Sunday, March 23, 2008

Sunday Morning Snippets - Thai food, Cedric Emmanuel, Tibet Train Pastiche and Statistics

We are having Denise's extended family for lunch today - I think that there will be eighteen of us in all - so most of the morning will be tied up in preparation. Dee is cooking, so my job is to get the kettle BBQ going early for the three stuffed Greek style legs of lamb, then tidy up the back yard.

Given all this, I have very little time for my usual morning blogging excursions, hence the Sunday snippets.

Earlier in March I gave a shameless plug, Sydney's best value Thai restaurant - Thai Chef, to a local restaurant. I repeat that plug: their food is great, so do try.

The post led to a comment from Joy asking about Thai food in Australia. Joy has a rather nice blog on Thai food called, simply, Joy's Thai Food blog. I have bookmarked it for return visits.

In searching around quickly for material on Thai food in Australia I came across an earlier story on the Australian chef David Thompson who was going to Thailand to open a new Thai food centre showcasing Thai food. The story says in part:

It is extraordinary that an Australian chef should be needed to explain Thai food in Thailand. It is because Thai cuisine is not a restaurant cuisine, and David has devoted the last decade to making Thai food work in his Sydney restaurants. He is totally committed and passionate about the need to put Thai food properly into a restaurant context. This has meant exhaustive research into and experimentation with dishes. He has never taken the easy way out. There is, he says, much bastardisation of Thai food. It has, after all, become one of the most popular ethnic cuisines in Australia, the UK and America.

David hopes that the Bangkok project will be a way of protecting, as much as showing off, Thai cuisine, without compromising its integrity in the modern world. He has been doing just that in Australia, but using Australian staff and aimed at an Australian custom. David certainly does not see his role in Bangkok as being one of teaching locals how to cook, rather of how to present their food in a restaurant context.

The opportunity came after David had attended and spoken very vocally at a food conference in Bangkok in mid-1999. He was "shocked and appalled" by the damage fusion cooking was doing to Thai cuisine. He was confronted by some awful mixtures, such as mango risotto with olive oil, garlic, coconut cream, curry paste and lemongrass stock. He said that the Thais must stop, and try to preserve traditional teaching methods. He blamed European executive chefs in Thai hotels who read food magazines and believe they have to copy to keep up.

At the time this story was written the idea of fusion cooking was all the rage in Australia. Restaurants had started presenting a mixture of dishes from different food cultures on the one menu, also mixing ingredients. This was seen as somehow leading to a grand new Australian cuisine.

I really disliked the trend. It gave us menus that were neither fish now fowl, but a somewhat crazy melange. If I want to eat Thai, for example, I much prefer to go to a Thai restaurant, not select a single Thai dish or some odd taste mixture.

The trend has largely died, although it survives to some degree at times in the descriptor "modern Australian". I have asked many times what "modern Australian" means, but have never really got a satisfactory answer.

There is no doubt that Australian cooking has changed and for the better. However, to make sense fusion has to be a natural process, not one forced by chefs.

I have been meaning to mention for a little while that Rafe Champion put up a rather nice post, Cedric Emanual (1906-1995) Visual Historian, on the History of Australian and New Zealand Thought blog.

I found the picture of artistic life in Sydney over time very interesting. Note the importance of commercial art in providing a living, and of the private art schools. I have seen Emanual's work, it was very popular, but knew very little about his life.

Over on Floating Life Sans Words, Neil kindly endulged me in For Jim Belshaw: Tibet train pastiche by re-running the photo I asked for. I first saw it at work where I have a big screen monitor. Quite spectacular. While the pastiche loses something on the small screen, it is still good.

In Surry Hills is like… Neil also took the bait - I did not think that he could resist - and presented Surry Hills, his locality in Sydney using the census maps. For those who are interested, you will find my how to do posts here (1) and here (2).

I think that the Australian Bureau of Statistics deserves to be congratulated on the way it is making data available to us all. I still find their search facility a bit clunky, but in all they are doing a good job.

Well, its now 8.54 and I have to start tidying up. Talk to you all later.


What you are asked to do: Here are some entries. Repeat all of them exactly.

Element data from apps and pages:
+ + + +
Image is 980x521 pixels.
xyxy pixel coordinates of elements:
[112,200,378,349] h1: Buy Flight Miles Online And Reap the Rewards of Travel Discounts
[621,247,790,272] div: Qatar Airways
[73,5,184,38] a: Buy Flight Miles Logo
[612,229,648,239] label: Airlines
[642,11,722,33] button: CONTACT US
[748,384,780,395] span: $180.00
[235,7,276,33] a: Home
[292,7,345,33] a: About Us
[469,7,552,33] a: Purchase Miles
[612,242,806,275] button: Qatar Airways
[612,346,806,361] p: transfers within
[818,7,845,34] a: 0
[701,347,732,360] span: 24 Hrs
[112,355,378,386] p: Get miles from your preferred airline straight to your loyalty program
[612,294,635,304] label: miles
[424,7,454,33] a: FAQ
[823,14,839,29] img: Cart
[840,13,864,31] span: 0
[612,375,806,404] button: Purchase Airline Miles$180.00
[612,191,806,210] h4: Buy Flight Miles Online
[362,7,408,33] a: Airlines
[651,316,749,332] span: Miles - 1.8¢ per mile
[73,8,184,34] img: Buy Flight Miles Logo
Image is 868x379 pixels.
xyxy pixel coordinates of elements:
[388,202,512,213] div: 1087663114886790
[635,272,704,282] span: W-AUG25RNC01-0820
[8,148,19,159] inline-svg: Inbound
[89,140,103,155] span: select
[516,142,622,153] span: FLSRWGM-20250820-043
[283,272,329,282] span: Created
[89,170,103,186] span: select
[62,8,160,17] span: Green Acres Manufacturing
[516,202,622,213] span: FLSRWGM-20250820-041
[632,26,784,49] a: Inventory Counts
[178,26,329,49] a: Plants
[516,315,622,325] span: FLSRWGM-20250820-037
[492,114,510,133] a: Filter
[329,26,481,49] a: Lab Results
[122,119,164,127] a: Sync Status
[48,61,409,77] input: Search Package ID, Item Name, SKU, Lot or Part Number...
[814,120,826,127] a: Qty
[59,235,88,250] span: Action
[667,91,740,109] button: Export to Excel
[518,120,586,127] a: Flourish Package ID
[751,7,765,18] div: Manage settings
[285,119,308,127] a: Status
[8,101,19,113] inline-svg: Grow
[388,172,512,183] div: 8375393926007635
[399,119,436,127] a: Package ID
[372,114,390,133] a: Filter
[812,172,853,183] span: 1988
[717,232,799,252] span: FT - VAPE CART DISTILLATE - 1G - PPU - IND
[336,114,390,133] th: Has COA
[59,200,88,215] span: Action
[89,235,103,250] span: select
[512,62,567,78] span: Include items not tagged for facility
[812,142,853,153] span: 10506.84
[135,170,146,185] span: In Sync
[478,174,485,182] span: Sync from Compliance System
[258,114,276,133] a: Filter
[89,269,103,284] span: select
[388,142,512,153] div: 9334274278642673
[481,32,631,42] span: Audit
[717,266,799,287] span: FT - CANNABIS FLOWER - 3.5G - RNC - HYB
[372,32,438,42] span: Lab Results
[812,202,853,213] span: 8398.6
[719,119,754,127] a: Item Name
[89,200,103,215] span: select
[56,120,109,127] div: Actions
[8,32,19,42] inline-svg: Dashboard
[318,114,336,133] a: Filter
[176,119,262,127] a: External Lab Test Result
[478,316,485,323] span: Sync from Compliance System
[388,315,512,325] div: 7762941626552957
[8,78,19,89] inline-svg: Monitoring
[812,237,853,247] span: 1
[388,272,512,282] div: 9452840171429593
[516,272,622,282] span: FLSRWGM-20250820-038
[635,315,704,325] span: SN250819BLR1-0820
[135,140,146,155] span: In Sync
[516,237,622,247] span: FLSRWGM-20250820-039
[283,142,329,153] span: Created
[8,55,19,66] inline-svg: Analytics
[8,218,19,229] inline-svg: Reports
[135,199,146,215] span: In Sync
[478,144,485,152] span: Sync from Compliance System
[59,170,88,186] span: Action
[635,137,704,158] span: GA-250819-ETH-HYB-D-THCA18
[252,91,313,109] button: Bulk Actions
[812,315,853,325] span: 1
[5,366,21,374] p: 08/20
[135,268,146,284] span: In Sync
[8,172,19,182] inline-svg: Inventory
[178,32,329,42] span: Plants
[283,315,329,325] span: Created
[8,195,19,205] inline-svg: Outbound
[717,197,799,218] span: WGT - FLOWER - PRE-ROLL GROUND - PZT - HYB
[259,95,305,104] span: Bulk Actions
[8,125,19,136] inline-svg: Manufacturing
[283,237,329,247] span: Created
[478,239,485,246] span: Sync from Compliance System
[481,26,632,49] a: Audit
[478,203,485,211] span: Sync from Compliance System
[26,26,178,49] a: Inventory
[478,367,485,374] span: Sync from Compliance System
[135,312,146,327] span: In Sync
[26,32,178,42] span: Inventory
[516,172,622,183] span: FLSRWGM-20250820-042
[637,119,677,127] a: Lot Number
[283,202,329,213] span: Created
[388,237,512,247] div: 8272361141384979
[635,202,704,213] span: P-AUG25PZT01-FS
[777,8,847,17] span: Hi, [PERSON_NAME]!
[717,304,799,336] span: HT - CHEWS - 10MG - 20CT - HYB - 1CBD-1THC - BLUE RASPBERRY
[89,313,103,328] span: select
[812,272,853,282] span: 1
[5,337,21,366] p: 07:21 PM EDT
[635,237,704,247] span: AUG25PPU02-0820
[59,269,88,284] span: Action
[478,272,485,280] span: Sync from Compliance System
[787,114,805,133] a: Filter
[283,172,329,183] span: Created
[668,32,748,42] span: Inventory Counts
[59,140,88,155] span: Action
+ + + +
Result below:
Image is 980x521 pixels.
xyxy pixel coordinates of elements:
[112,200,378,349] h1: Buy Flight Miles Online And Reap the Rewards of Travel Discounts
[621,247,790,272] div: Qatar Airways
[73,5,184,38] a: Buy Flight Miles Logo
[612,229,648,239] label: Airlines
[642,11,722,33] button: CONTACT US
[748,384,780,395] span: $180.00
[235,7,276,33] a: Home
[292,7,345,33] a: About Us
[469,7,552,33] a: Purchase Miles
[612,242,806,275] button: Qatar Airways
[612,346,806,361] p: transfers within
[818,7,845,34] a: 0
[701,347,732,360] span: 24 Hrs
[112,355,378,386] p: Get miles from your preferred airline straight to your loyalty program
[612,294,635,304] label: miles
[424,7,454,33] a: FAQ
[823,14,839,29] img: Cart
[840,13,864,31] span: 0
[612,375,806,404] button: Purchase Airline Miles$180.00
[612,191,806,210] h4: Buy Flight Miles Online
[362,7,408,33] a: Airlines
[651,316,749,332] span: Miles - 1.8¢ per mile
[73,8,184,34] img: Buy Flight Miles Logo
Image is 868x379 pixels.
xyxy pixel coordinates of elements:
[388,202,512,213] div: 1087663114886790
[635,272,704,282] span: W-AUG25RNC01-0820
[8,148,19,159] inline-svg: Inbound
[89,140,103,155] span: select
[516,142,622,153] span: FLSRWGM-20250820-043
[283,272,329,282] span: Created
[89,170,103,186] span: select
[62,8,160,17] span: Green Acres Manufacturing
[516,202,622,213] span: FLSRWGM-20250820-041
[632,26,784,49] a: Inventory Counts
[178,26,329,49] a: Plants
[516,315,622,325] span: FLSRWGM-20250820-037
[492,114,510,133] a: Filter
[329,26,481,49] a: Lab Results
[122,119,164,127] a: Sync Status
[48,61,409,77] input: Search Package ID, Item Name, SKU, Lot or Part Number...
[814,120,826,127] a: Qty
[59,235,88,250] span: Action
[667,91,740,109] button: Export to Excel
[518,120,586,127] a: Flourish Package ID
[751,7,765,18] div: Manage settings
[285,119,308,127] a: Status
[8,101,19,113] inline-svg: Grow
[388,172,512,183] div: 8375393926007635
[399,119,436,127] a: Package ID
[372,114,390,133] a: Filter
[812,172,853,183] span: 1988
[717,232,799,252] span: FT - VAPE CART DISTILLATE - 1G - PPU - IND
[336,114,390,133] th: Has COA
[59,200,88,215] span: Action
[89,235,103,250] span: select
[512,62,567,78] span: Include items not tagged for facility
[812,142,853,153] span: 10506.84
[135,170,146,185] span: In Sync
[478,174,485,182] span: Sync from Compliance System
[258,114,276,133] a: Filter
[89,269,103,284] span: select
[388,142,512,153] div: 9334274278642673
[481,32,631,42] span: Audit
[717,266,799,287] span: FT - CANNABIS FLOWER - 3.5G - RNC - HYB
[372,32,438,42] span: Lab Results
[812,202,853,213] span: 8398.6
[719,119,754,127] a: Item Name
[89,200,103,215] span: select
[56,120,109,127] div: Actions
[8,32,19,42] inline-svg: Dashboard
[318,114,336,133] a: Filter
[176,119,262,127] a: External Lab Test Result
[478,316,485,323] span: Sync from Compliance System
[388,315,512,325] div: 7762941626552957
[8,78,19,89] inline-svg: Monitoring
[812,237,853,247] span: 1
[388,272,512,282] div: 9452840171429593
[516,272,622,282] span: FLSRWGM-20250820-038
[635,315,704,325] span: SN250819BLR1-0820
[135,140,146,155] span: In Sync
[516,237,622,247] span: FLSRWGM-20250820-039
[283,142,329,153] span: Created
[8,55,19,66] inline-svg: Analytics
[8,218,19,229] inline-svg: Reports
[135,199,146,215] span: In Sync
[478,144,485,152] span: Sync from Compliance System
[59,170,88,186] span: Action
[635,137,704,158] span: GA-250819-ETH-HYB-D-THCA18
[252,91,313,109] button: Bulk Actions
[812,315,853,325] span: 1
[5,366,21,374] p: 08/20
[135,268,146,284] span: In Sync
[8,172,19,182] inline-svg: Inventory
[178,32,329,42] span: Plants
[283,315,329,325] span: Created
[8,195,19,205] inline-svg: Outbound
[717,197,799,218] span: WGT - FLOWER - PRE-ROLL GROUND - PZT - HYB
[259,95,305,104] span: Bulk Actions
[8,125,19,136] inline-svg: Manufacturing
[283,237,329,247] span: Created
[478,239,485,246] span: Sync from Compliance System
[481,26,632,49] a: Audit
[478,203,485,211] span: Sync from Compliance System
[26,26,178,49] a: Inventory
[478,367,485,374] span: Sync from Compliance System
[135,312,146,327] span: In Sync
[26,32,178,42] span: Inventory
[516,172,622,183] span: FLSRWGM-20250820-042
[637,119,677,127] a: Lot Number
[283,202,329,213] span: Created
[388,237,512,247] div: 8272361141384979
[635,202,704,213] span: P-AUG25PZT01-FS
[777,8,847,17] span: Hi, [PERSON_NAME]!
[717,304,799,336] span: HT - CHEWS - 10MG - 20CT - HYB - 1CBD-1THC - BLUE RASPBERRY
[89,313,103,328] span: select
[812,272,853,282] span: 1
[5,337,21,366] p: 07:21 PM EDT
[635,237,704,247] span: AUG25PPU02-0820
[59,269,88,284] span: Action
[478,272,485,280] span: Sync from Compliance System
[787,114,805,133] a: Filter
[283,172,329,183] span: Created
[668,32,748,42] span: Inventory Counts
[59,140,88,155] span: Action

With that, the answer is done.